“The world is blue-jean country now,” LIFE proclaimed in its Nov. 24, 1972, issue. At that time, blue jeans were closing in on their 100th birthday, or at least the anniversary of the official patent Levi Strauss and Jacob Davis were granted on May 20, 1873, for copper-riveted jeans. The sturdy cotton trousers had not only become synonymous with American fashion, but they were also a hot second-hand commodity overseas, as Europeans sought to embody what LIFE called “the aura of Wild Western authenticity.”
Blue jeans as we know them today were a collaboration between Davis, a tailor, and Strauss, a businessman. Davis had first constructed the strong working pants for a customer, using copper rivets to reinforce the seams and pockets. Within a couple of years, unable to meet skyrocketing demand for the durable garment, he approached Strauss for both financial support and a proposed partnership to work toward a patent.
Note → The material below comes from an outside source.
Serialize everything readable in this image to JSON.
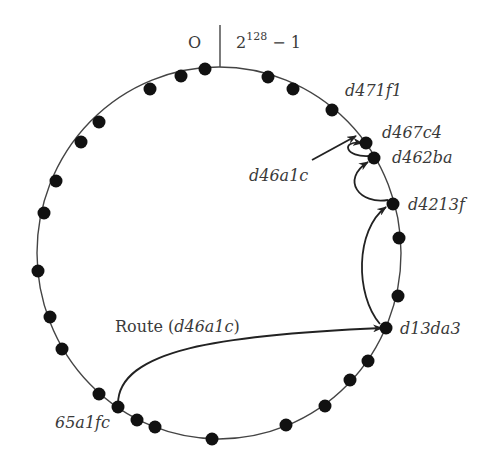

When LIFE revisited Davis and Strauss’ invention in the early 1970s, the U.S. was producing 450 million yards of denim annually and American jeans were selling on the Russian black market for $90. LIFE described this “denim takeover” as follows:
The jeans that once encased the scrawny rumps of cowboys and gold miners of the American West have become the standard garb of the world’s youth. They’re the favorite off-duty clothes of fashion models from L.A. to St. Tropez. By buying up bales of fashionably used ones, Britain and the Continent have made millionaire exporters of U.S. ragmen.
The biggest irony in blue jeans’ emergence as a worldwide sartorial phenomenon was how far they had come from their original purpose as the laborer’s uniform. “The idea that he might one day be hailed as a world fashion leader,” LIFE wrote, “would surely have given old Levi Strauss a laugh.”